There have been numerous reports of this vivid presence.

Stephanie Schwabe, 54, of Charleston, S.C., was cave diving for a research project in the Bahamas when she lost her safety line.

“I suddenly realized I was in trouble,” she said. “My heart rate, I could hear it bouncing in my eyes, and I just kind of sat down on the [cave] floor and cried.”

Schwabe’s husband and diving partner, Rob Palmer, had died in a diving accident in the Red Sea only weeks before. Now, alone, she was facing her own dark death.

“Suddenly, the whole cave brightened up,” she said.

Schwabe said that into that watery world floated the words of her late husband: “Believe you can, believe you can’t; either way, you are right.”

“And then I calmed down and then I suddenly looked around and I saw what I thought was a white thread,” she said. “It was kind of like he was there for me, in a way — in an emotional way.”

So what was going on there? Geiger said he doesn’t think people like Schwabe are having hallucinations, but instead are experiencing a “very concrete survival mechanism” that is part of human heritage.

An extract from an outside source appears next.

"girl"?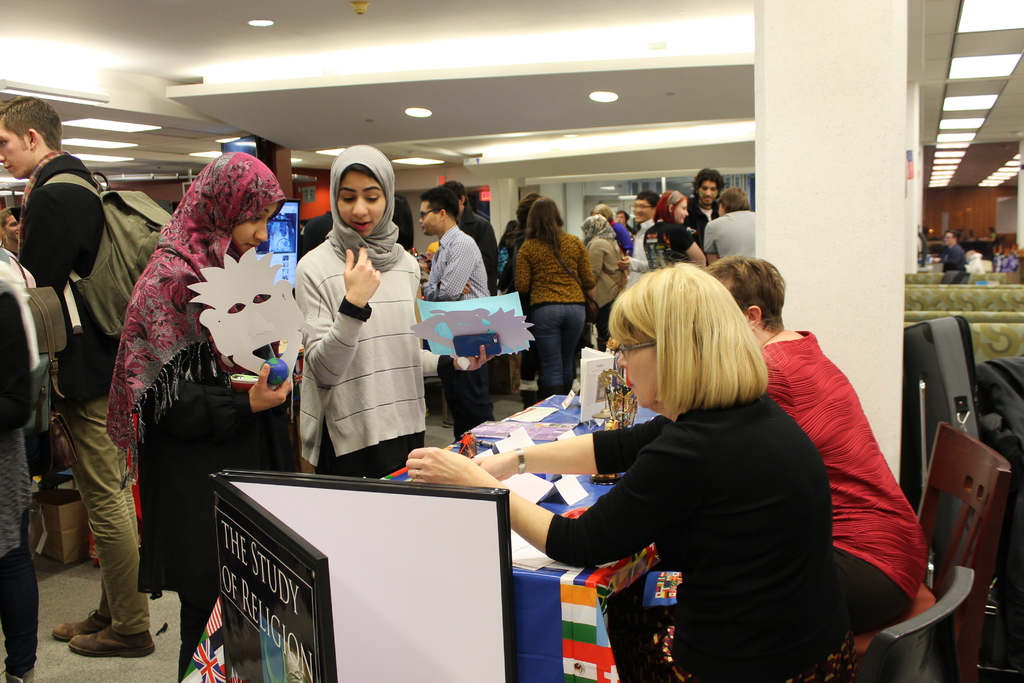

In a life- threatening crisis, Geiger believes, our minds experience both the terror of the moment and the peace of perspective.

“The brain is able to sort of stand back from that, and sort of rise above that and rationally help this person get through that,” he said. “The guardian angel is us.”

Angles MiraclesIn extreme cases, our subconscious companion appears to take the form of a physical or spiritual entity.

Rose Benvenuto, 71, of Poughquag, N.Y., said she saw hers at the scene of a terrible car wreck.

“Only my guardian angel could have saved me from such an accident,” she said.

She believes that the proof lies in a photograph, seen by millions on the Internet, that she said shows the guardian angel who helped her escape from a near-fatal car accident. But Geiger disagreed.

“When I see a picture like that, I’m skeptical,” he said. “I really think the basis of this is neurological. … I do think this is something our brain is creating.”

Yet voices, he said, like the one Schwabe said she heard, seem to be almost commonplace.

“They will always say they heard a voice,” Geiger said. “I’ll say, ‘Was it audible? Would other people have heard it?’ [They’ll say,] ‘No, no, but I heard a voice,’ so there is a communication that’s happening inside them.”

Sometimes, the communication isn’t with sound but with images.

A few weeks ago, Marty Hodges, 46, of Kalamazoo, Mich., took his two teenage boys skiing in Colorado. The wide-open spaces seemed perfect for a man who suffers from extreme claustrophobia, but then an avalanche happened.

“When I was hit by the snow and I was immediately turned inside out in this complete blackness, I was sure I was going to die,” Hodges said.

“It’s really fast,” added his son, Jordan. “I saw it just coming towards me and I couldn’t do anything and, finally, my goggles ripped off. Then I had snow coming down my throat and I couldn’t breathe for 15 seconds.”

But instead of being paralyzed by his claustrophobia, Marty’s mind delivered an even more chilling vision and a reason to fight his way free.

“I could see myself literally at Denver International Airport, out on the tarmac, watching my son, watching him going in an old-fashioned pine box being slid into the back of a 757,” he said. “I could see it very clearly.

Driven by the haunting image, Hodges battled through the snow and was able to search for and then reunite with his sons.

In the end, all of these cases remind us that it can be a very rough universe out there. To survive it, a little help from our guardian angels just might be essential.

“Humans are very resilient creatures,” Geiger said. “I think that the basis of that resilience, in part, is this capacity, this sense that we are not alone.”